Layout / body structure
The chart is arranged as rows of business actions grouped by digital learning and strategic-response behaviors. Each row places dots on a horizontal frequency scale, then uses arrows to show how the cadence moved from the pre-crisis pace to the crisis-response pace.
What is being compared
It compares how often organizations performed specific digital and strategy actions before COVID-19 with how often those actions needed to happen during the crisis. It also contrasts top organic-growth performers with other respondents where the chart separates those groups.
Measurement system
The horizontal scale is cadence: annually or less often, quarterly, monthly, and weekly. Dot position shows the reported pace, and arrow length shows how far that behavior accelerated.
Visible structure inside the graphic
Most rows move to the right, toward monthly or weekly action. The strongest movement appears in actions such as reallocating digital talent, using scenarios, evaluating portfolio opportunities, reallocating capital, and defunding underperforming initiatives.
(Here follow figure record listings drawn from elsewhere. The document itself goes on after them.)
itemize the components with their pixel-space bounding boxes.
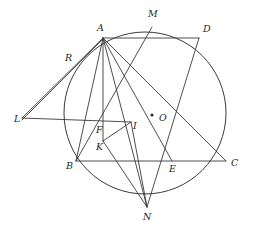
segment-L-I	[22, 118, 131, 122]
segment-A-C	[103, 38, 226, 161]
point-label-N: N	[142, 211, 152, 222]
point-label-B: B	[65, 160, 73, 171]
point-label-K: K	[95, 141, 104, 152]
segment-L-A	[22, 38, 103, 118]
point-label-R: R	[64, 52, 72, 63]
point-label-I: I	[132, 120, 137, 131]
segment-D-N	[147, 38, 199, 207]
point-label-C: C	[231, 157, 239, 168]
segment-K-I	[103, 122, 131, 141]
segment-A-E	[103, 38, 172, 161]
point-label-F: F	[95, 124, 103, 135]
point-label-D: D	[202, 23, 211, 34]
point-label-M: M	[147, 8, 158, 19]
point-label-L: L	[13, 113, 20, 124]
point-label-A: A	[96, 22, 104, 33]
segment-L-R-A	[22, 39, 103, 120]
point-label-E: E	[168, 163, 176, 174]
segment-M-B	[76, 27, 152, 161]
geometry-figure: A M D R L F I O K B E C N	[0, 0, 253, 229]
segment-A-N	[103, 38, 147, 207]
center-point-dot	[150, 113, 153, 116]
point-label-O: O	[159, 112, 167, 123]
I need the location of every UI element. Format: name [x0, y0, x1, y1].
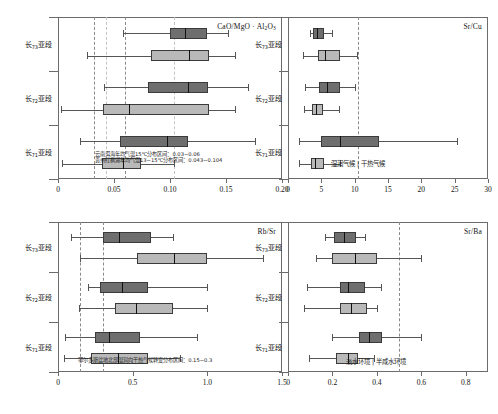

Main takeaway from the visual
COVID-19 compressed digital-strategy cycles. Work that had often been reviewed annually, quarterly, or monthly was pushed toward weekly decision-making, especially for actions tied to learning quickly and redirecting resources.
Key standout values or extremes
The rightmost end of the graphic is the weekly cadence, and many arrows point toward it. The largest visual jumps are not just customer-facing digital moves; they also include portfolio review, capital reallocation, talent reallocation, and stopping underperforming initiatives.
Controls / sequence, when applicable
This is a static scatter-plot matrix; there are no in-chart controls to operate.
Companion media, when applicable
There is no separate companion audio or video; the scatter-plot matrix is the full visual on this page.